The story begins in the 1950s when a Muslim Brotherhood organiser has to flee from his homeland, Egypt, after a failed assassination attempt on the Prime Minister of Egypt.
Kamal and his family settle in Canada. One of his sons, Mo, marries an American woman called Kathleen Bush and he decides to take her name, becoming known as Mo Bush.
They have three sons, the last of these, Nathan, grows to maturity under the shadow of his older siblings who help run the farm.
In 1992, Mo asks Nathan to accompany grandfather Kamal on a trip back to the Middle East, which Nathan accepts.
He spends time with Kamal in Egypt and Jordan, learning of the struggles of his grandfather as a member of the Muslim brotherhood and he hears stories of the occupation from an Arab perspective.
When he returns home he decides to become a Marine, serving in Afghanistan.
Some years later he makes a return trip to the Middle East with Kamal and he becomes involved with the "armed struggle" to the extend that he becomes involved in armed attacks on American troops in Iraq.
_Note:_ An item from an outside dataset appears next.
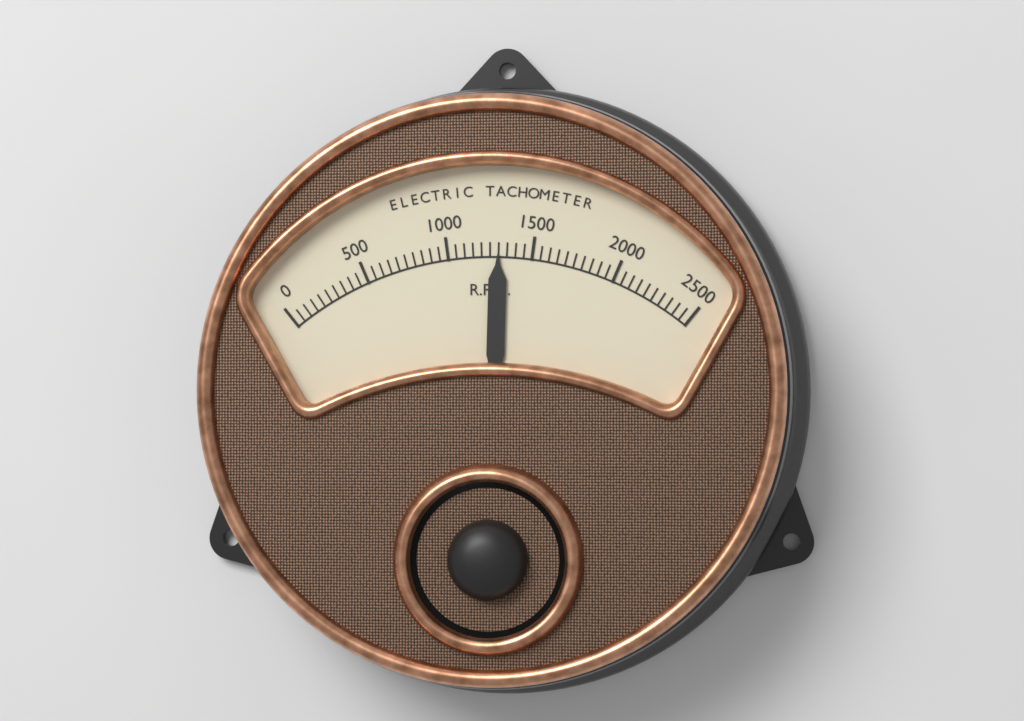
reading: 1300 RPM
Eventually he is approached by one of the leaders. Would he be willing to participate in a major terrorist attack on Britain?
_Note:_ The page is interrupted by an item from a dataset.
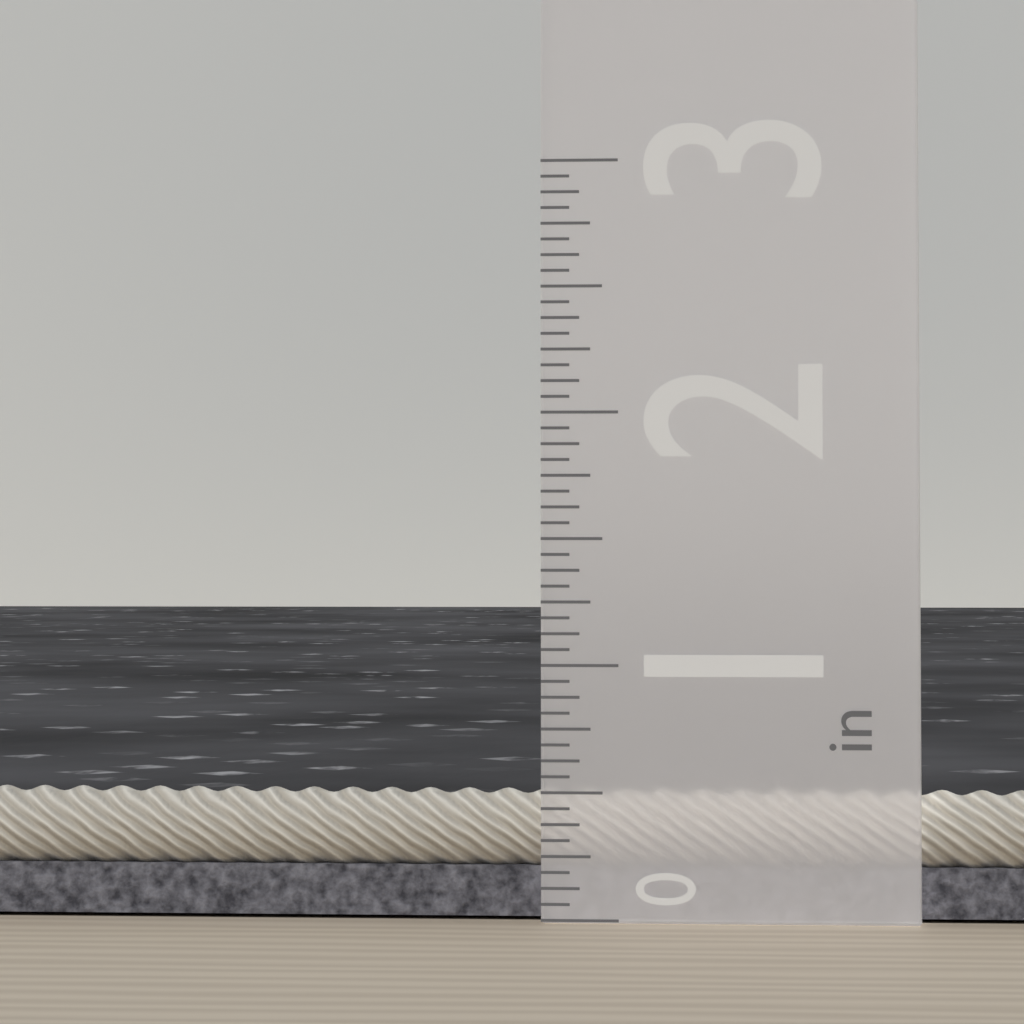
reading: 0.5000 in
An attack that would bring about the day of reckoning.
However, for whom would the day of reckoning come? And for what reasons?
And what would happen if someone, somewhere, decided that they did not like Nathan's plan and decided upon a different course of action?
It's a fast paced and exciting novel that has the ring of plausibility in all of its 262 pages.
It is published by Matador at £8.99 and is available from the That's Books and entertainment bookshop, just to the right of this review.